— Task instructions —
Write out the entries below once more, exactly, with the pictures left out.

— Available data —
*-*-*

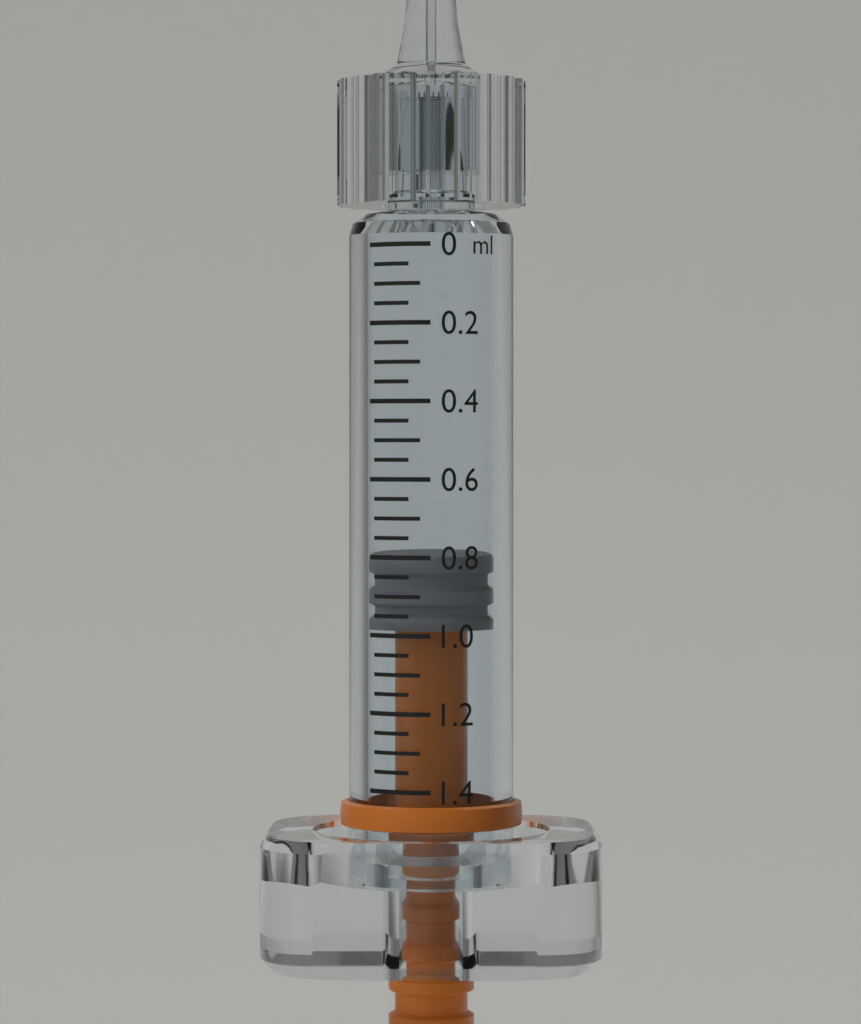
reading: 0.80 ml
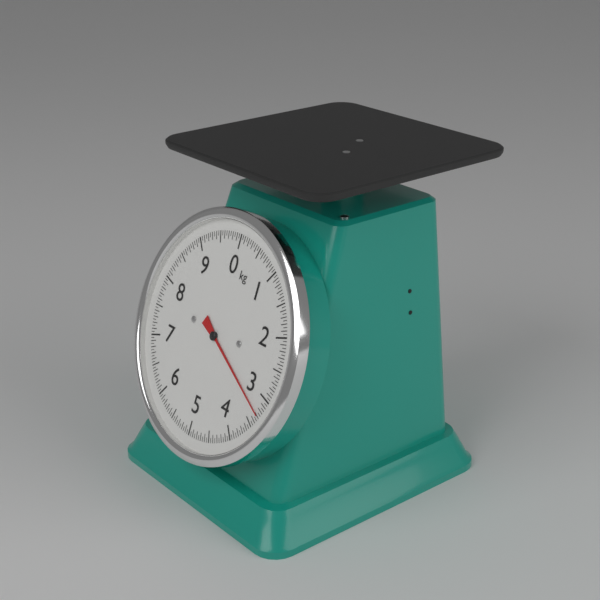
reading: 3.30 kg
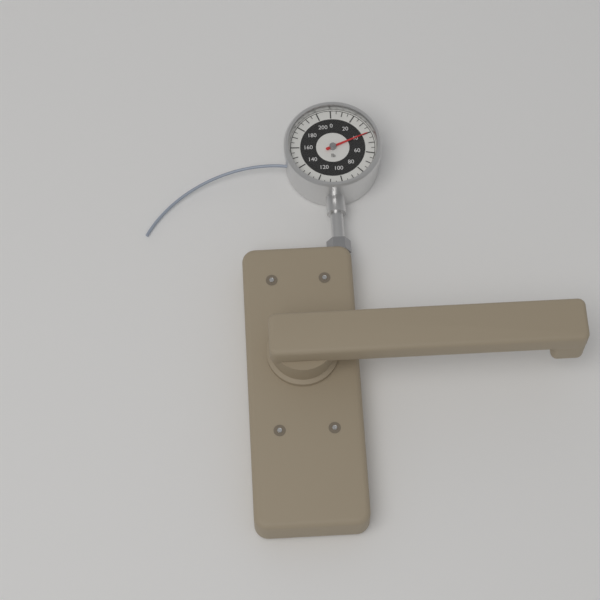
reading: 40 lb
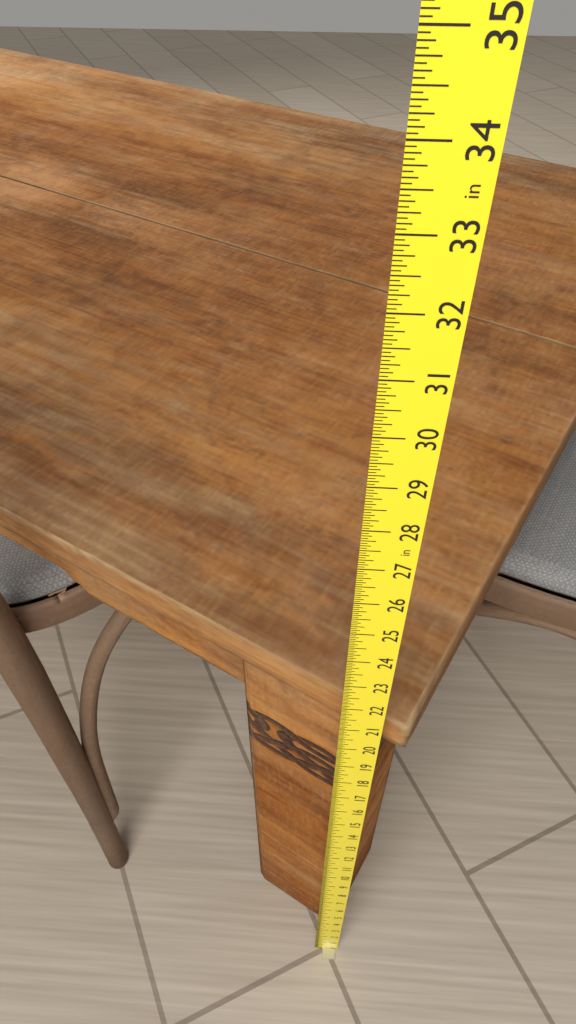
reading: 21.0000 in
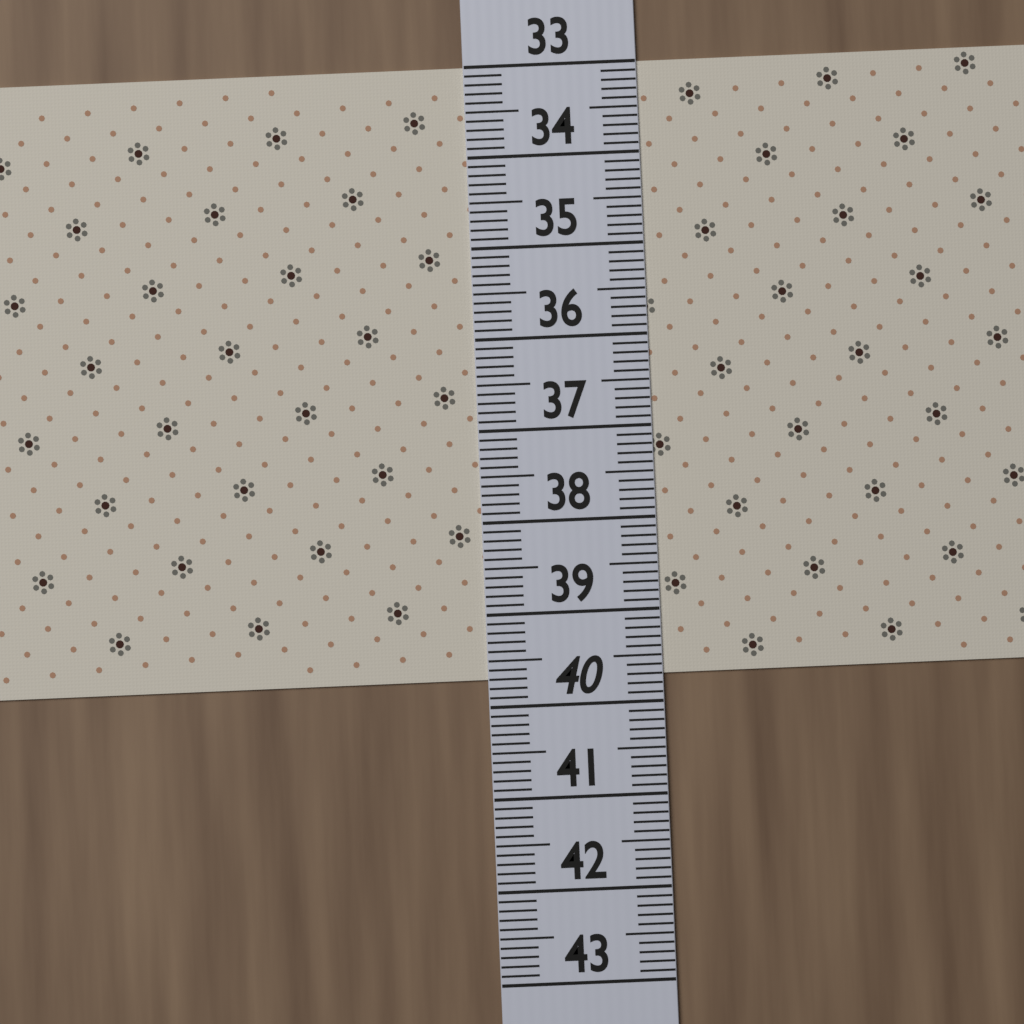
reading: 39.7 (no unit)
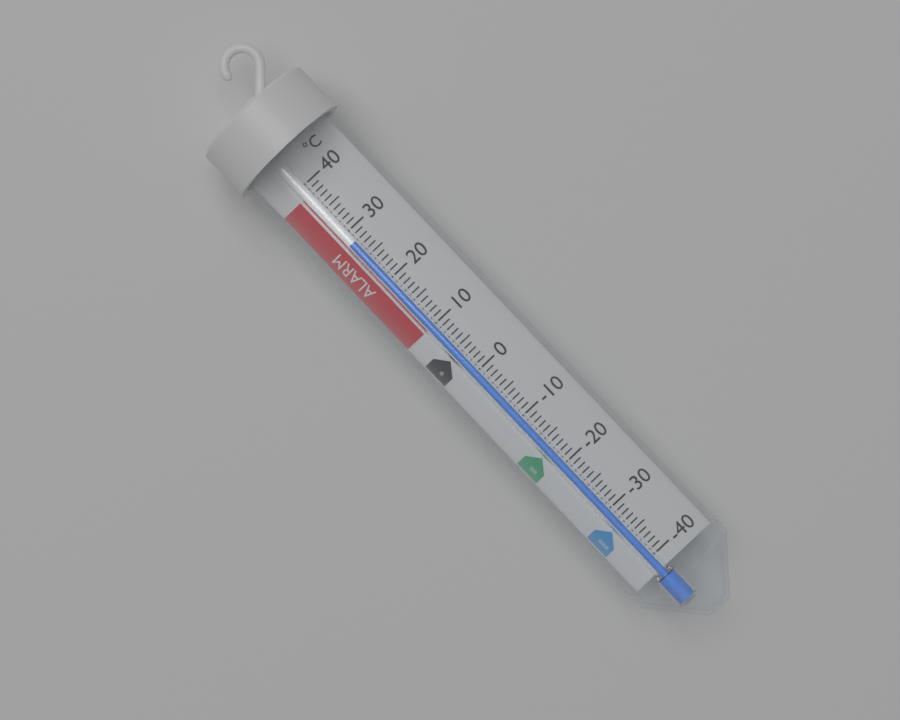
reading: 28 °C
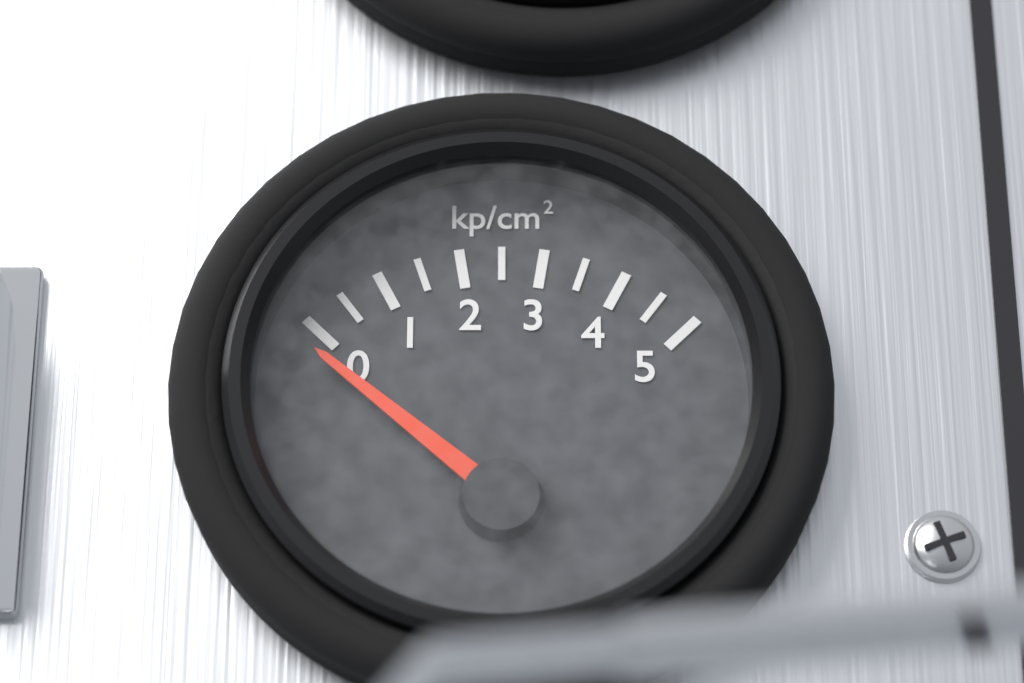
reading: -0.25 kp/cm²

*-*-*

— Exercise output —
reading: 0.80 ml
reading: 3.30 kg
reading: 40 lb
reading: 21.0000 in
reading: 39.7 (no unit)
reading: 28 °C
reading: -0.25 kp/cm²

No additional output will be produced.